Sometimes when reading the tech announcements around exciting new AI capabilities, I get the feeling as if I am being shown the flashing neuralyzer. The futuristic device from Men in Black movies that is used for erasing specific memories of people who witness alien activity or other classified events that the MiB agents must protect the public from. Only this time it’s about forgetting what I’ve seen GenAI do before.

Security

Even if the marketing claims for AI agents wouldn’t yet meet the real capabilities or readiness of this technology, there’s no point in trying to stop AI from happening. It is already deeply integrated into everyday tools we use at work and at home. As a result, many of the AI policies designed by organizations in isolation from these tools are already obsolete. The decision of whether or not to use AI in some task is not going to be based on the individual user navigating to chatgpt.com anymore. It’s built into our phones, office applications, everything.

What we then should rather focus on is how to make sense of it all - and how to reduce the risks. Just like no one knows exactly how LLMs produce the results they do, there’s no established practices yet on how to govern the AI tools at work. This is a journey full of experimentation and reflection. The more broadly it is shared out in the open, the faster we as a community can learn.

For Microsoft customers taking control of the new AI tools, there are going to be a lot of similarities to how the usage of low-code/no-code solutions built with Power Platform has been secured and governed in a scalable way. MS envisions every business user creating their own agents in the future, just like Power Apps and Power Automate empowered citizen developers to build better tools for their everyday needs. Many technical elements, like connectors and environments, will be the same, whether you are building low-code apps or Copilot agents.

There are brand new threats to analyze. Processing large amounts of unstructured text is clearly an area where LLMs excel in. However, they suck at being able to tell apart which text is an instruction from the legitimate user - and which part has possibly been injected by a malicious actor.

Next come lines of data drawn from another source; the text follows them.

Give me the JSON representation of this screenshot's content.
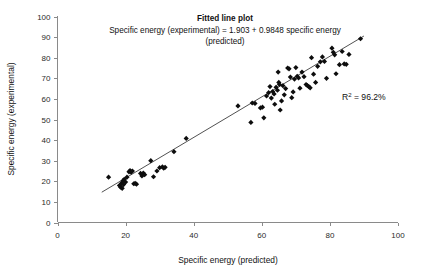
{
  "chart_data": {
    "type": "scatter",
    "title": "Fitted line plot",
    "subtitle": "Specific energy (experimental) = 1.903 + 0.9848 specific energy (predicted)",
    "subtitle_line1": "Specific energy (experimental) = 1.903 + 0.9848 specific energy",
    "subtitle_line2": "(predicted)",
    "xlabel": "Specific energy (predicted)",
    "ylabel": "Specific energy (experimental)",
    "xlim": [
      0,
      100
    ],
    "ylim": [
      0,
      100
    ],
    "xticks": [
      0,
      20,
      40,
      60,
      80,
      100
    ],
    "yticks": [
      0,
      10,
      20,
      30,
      40,
      50,
      60,
      70,
      80,
      90,
      100
    ],
    "grid": false,
    "legend": "none",
    "marker": "diamond",
    "marker_color": "#0d0d0d",
    "line_color": "#3d3d3d",
    "fit": {
      "intercept": 1.903,
      "slope": 0.9848,
      "x_start": 13.0,
      "x_end": 90.0
    },
    "annotations": [
      {
        "name": "r-squared",
        "text": "R2 = 96.2%",
        "base": "R",
        "sup": "2",
        "rest": " = 96.2%",
        "x": 88,
        "y": 61
      }
    ],
    "points": [
      [
        15.0,
        22.0
      ],
      [
        18.2,
        18.0
      ],
      [
        18.5,
        17.2
      ],
      [
        18.8,
        19.0
      ],
      [
        19.0,
        16.6
      ],
      [
        19.2,
        20.2
      ],
      [
        19.4,
        18.4
      ],
      [
        19.6,
        21.0
      ],
      [
        20.0,
        19.6
      ],
      [
        20.4,
        22.0
      ],
      [
        21.0,
        24.6
      ],
      [
        21.3,
        25.2
      ],
      [
        21.6,
        24.4
      ],
      [
        22.0,
        25.0
      ],
      [
        22.4,
        18.8
      ],
      [
        22.8,
        19.0
      ],
      [
        23.2,
        18.6
      ],
      [
        24.4,
        23.8
      ],
      [
        24.8,
        22.6
      ],
      [
        25.2,
        24.0
      ],
      [
        25.6,
        23.2
      ],
      [
        27.4,
        30.0
      ],
      [
        28.2,
        22.2
      ],
      [
        29.2,
        25.0
      ],
      [
        30.0,
        26.6
      ],
      [
        30.8,
        27.0
      ],
      [
        31.2,
        26.4
      ],
      [
        31.6,
        26.8
      ],
      [
        34.2,
        34.4
      ],
      [
        37.8,
        40.8
      ],
      [
        53.0,
        56.6
      ],
      [
        56.8,
        48.6
      ],
      [
        57.2,
        58.0
      ],
      [
        58.0,
        57.8
      ],
      [
        59.6,
        55.6
      ],
      [
        60.2,
        56.0
      ],
      [
        60.6,
        50.8
      ],
      [
        61.4,
        61.4
      ],
      [
        62.0,
        63.0
      ],
      [
        62.4,
        66.0
      ],
      [
        62.8,
        60.4
      ],
      [
        63.2,
        63.6
      ],
      [
        63.6,
        62.4
      ],
      [
        63.8,
        57.4
      ],
      [
        64.2,
        65.6
      ],
      [
        64.6,
        64.2
      ],
      [
        64.8,
        73.0
      ],
      [
        65.0,
        68.0
      ],
      [
        65.2,
        67.0
      ],
      [
        65.4,
        54.6
      ],
      [
        65.8,
        59.0
      ],
      [
        66.2,
        66.4
      ],
      [
        66.6,
        62.0
      ],
      [
        67.0,
        65.0
      ],
      [
        67.6,
        75.0
      ],
      [
        68.0,
        74.6
      ],
      [
        68.4,
        70.6
      ],
      [
        68.8,
        60.6
      ],
      [
        69.2,
        63.4
      ],
      [
        69.6,
        69.6
      ],
      [
        70.0,
        75.2
      ],
      [
        70.4,
        71.0
      ],
      [
        70.8,
        70.2
      ],
      [
        71.2,
        65.2
      ],
      [
        71.8,
        73.0
      ],
      [
        72.4,
        70.8
      ],
      [
        73.0,
        67.0
      ],
      [
        73.4,
        66.4
      ],
      [
        73.8,
        66.0
      ],
      [
        74.2,
        65.4
      ],
      [
        74.6,
        80.0
      ],
      [
        75.2,
        72.0
      ],
      [
        75.8,
        68.0
      ],
      [
        76.4,
        75.8
      ],
      [
        77.2,
        78.0
      ],
      [
        77.8,
        80.4
      ],
      [
        78.4,
        78.2
      ],
      [
        79.0,
        70.0
      ],
      [
        80.6,
        84.6
      ],
      [
        81.0,
        82.6
      ],
      [
        81.4,
        81.4
      ],
      [
        81.8,
        72.2
      ],
      [
        82.8,
        76.6
      ],
      [
        83.6,
        83.0
      ],
      [
        84.2,
        77.0
      ],
      [
        84.8,
        76.8
      ],
      [
        85.6,
        81.6
      ],
      [
        89.0,
        89.2
      ]
    ]
  }
}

Prompt injection allows attackers to take over your Copilot. Given how many internal tools we will allow AI agents to access in the future, the implications are very similar to remote code execution (RCE).

Autonomy is a huge step for AI agents to take. The more we apply them into business scenarios that involve taking in text from various external sources, the more options we give to the bad guys for capturing our agent in the field of duty. I get the feeling that we’re going to need an army of agents focused on especially fighting these forces of evil, in this rapidly evolving digital landscape (pun intended).

Agents can only ever learn to become more reliable if they get enough realistic training data. Where does this data come from? That is the interesting dilemma for the likes of Microsoft and Salesforce. On one hand, they are sitting on top of massive amounts of business data - owned by their customers. On the other hand, the reason why customers would rather use a service by MS than by OpenAI is their expectation of trust. That the data will not be used for training purposes.

We’ve recently seen MS introduce optional data sharing for Copilot AI features in Dynamics 365 and Power Platform. Today, it is off by default. There aren’t direct benefits for customers to enable this data sharing.

What will happen in the future? It is entirely possible that the providers of the coming agentic workforce, like Microsoft and Salesforce, will need to have deeper visibility into what data their agents are working with. Training the future models that can truly meet the expectations built by AI product marketing today is going to need data at a massive scale.

This is one reason why the tech providers must be so eager to get the products out there as early as possible. So that they can start capturing these raw materials of the AI age into their own systems - and not that of a competing platform vendor.